Easter is the promise; Pentecost is the fulfillment

Father John A. Kiley
Posted

The splendor of Easter is rightly reflected in the decorative elegance of even the humblest parish church. Budding tulips, blossoming azaleas, blooming hydrangeas and emblematic lilies accompany the brilliant candles, fragrant incense and solemn rites that confirm the central mystery of Christianity. Indeed, Christ has risen! The seriousness of the Last Supper and the severity of Good Friday have yielded to the cheering gladness of Easter Sunday. The return of Christ from the grave gives reassuring hope to all believers and even to much of mankind that the challenges and struggles of this life can yield to happiness and fulfillment in this life as well as in the next.

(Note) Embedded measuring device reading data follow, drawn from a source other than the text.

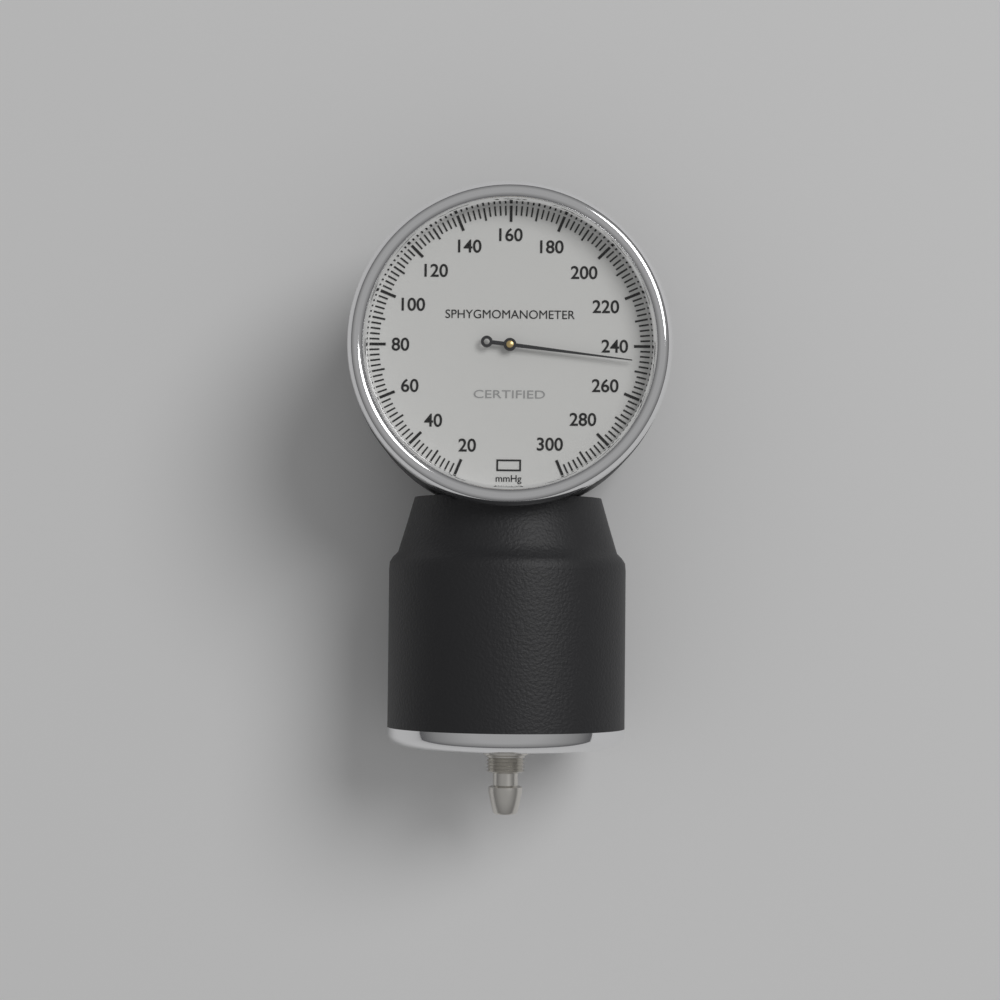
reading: 246 mmHg
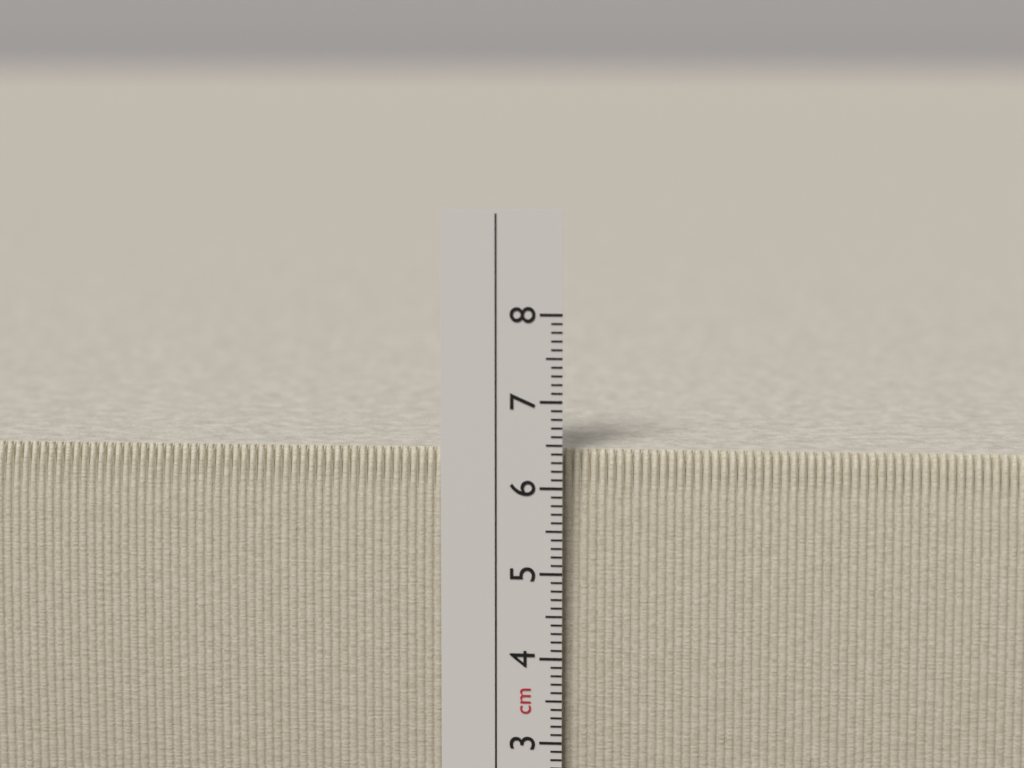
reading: 6.4 cm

But the confidence that two thousand years of Easter morning services have instilled in Christians throughout the world is far from evident in the reaction of those first Christians on the initial Easter Sunday. Especially in St. Mark’s Gospel, there is much evidence of hesitancy, perplexity and bafflement on behalf of Christ’s closest followers. Verse 8 of St. Mark’s final chapter reads: “Then they went out and fled from the tomb, seized with trembling and bewilderment. They said nothing to anyone, for they were afraid.” Verses 9, 10, and 11 state: “When he had risen, early on the first day of the week, he appeared first to Mary Magdalene, out of whom he had driven seven demons. She went and told his companions who were mourning and weeping. When they heard that he was alive and had been seen by her, they did not believe.” Verses 12 and 13 offer, “After this he appeared in another form to two of them walking along on their way to the country. They returned and told the others; but they did not believe them either.” And finally an exasperated Jesus has had enough of his incredulous followers as verse 14 indicates: “Later, as the eleven were at table, he appeared to them and rebuked them for their unbelief and hardness of heart because they had not believed those who saw him after he had been raised.”

Certainly the resurrection of Jesus was more than challenging for his early disciples and followers. The resurrection was then and remains now a unique event. To expect these religious novices to grasp that which two millennia of theologians have struggled to explain is clearly expecting too much. The disciples had already expressed their confusion on the matter when Christ had predicted his Death and Resurrection after the Transfiguration: “They kept the matter to themselves, discussing what “rising from the dead” might mean.” St. Paul’s learned audience at Athens even had their misgivings, “Now when they heard of the resurrection of the dead, some began to sneer, but others said, “We shall hear you again on this matter.” So the significance of the Resurrection was not to be absorbed on a single Sunday morning.

Jesus was always a man of the Holy Spirit. He was conceived by the Holy Spirit, led into the desert by Spirit, rejoiced in the Spirit, and prayed in the Spirit. But before the Resurrection the Spirit was evident only as a personal, inner privilege for Jesus, interiorly guiding his every step. After the Resurrection the Spirit is seen not only to pervade Jesus’ soul but also his body. The resurrected Christ was the same but changed. He was still flesh and blood; but he could appear and disappear at will. This bodily spiritualization of the Risen Christ was the first step in the spiritualization of his disciples, his first followers, and the whole believing community. Confusion over the true significance of Christ’s resurrection would linger among the disciples until Pentecost when Christ would bestow his risen Spirit on the gathered infant Church. Only then would Peter and the disciples burst open the shutters of the Upper Room, forsake their bewilderment, and proclaim the Good News of universal salvation through Christ, now made available to all mankind.

Christ rose in order that all mankind may rise. The Spirit of Jesus permeated Christ’s risen body in order that the Spirit might eventually fill what has come to be called Christ’s Mystical Body, his Church. Indeed Easter anticipates that day when “Christ will be all in all.” The sharing of Christ’s own inner life, the Holy Spirit, with his first followers and eventually with all believers was heralded first of all by his own bodily Resurrection from the grave and then sealed by his sending of the Spirit at Pentecost. Easter is the promise; Pentecost is the fulfillment — a fulfillment still in progress. Modern day believers have the thankful advantage of twenty centuries of ponderings on the Resurrection. Now the vast scale of the Paschal Mystery should indeed be clear. Modern day Easter observances should be all the more festive!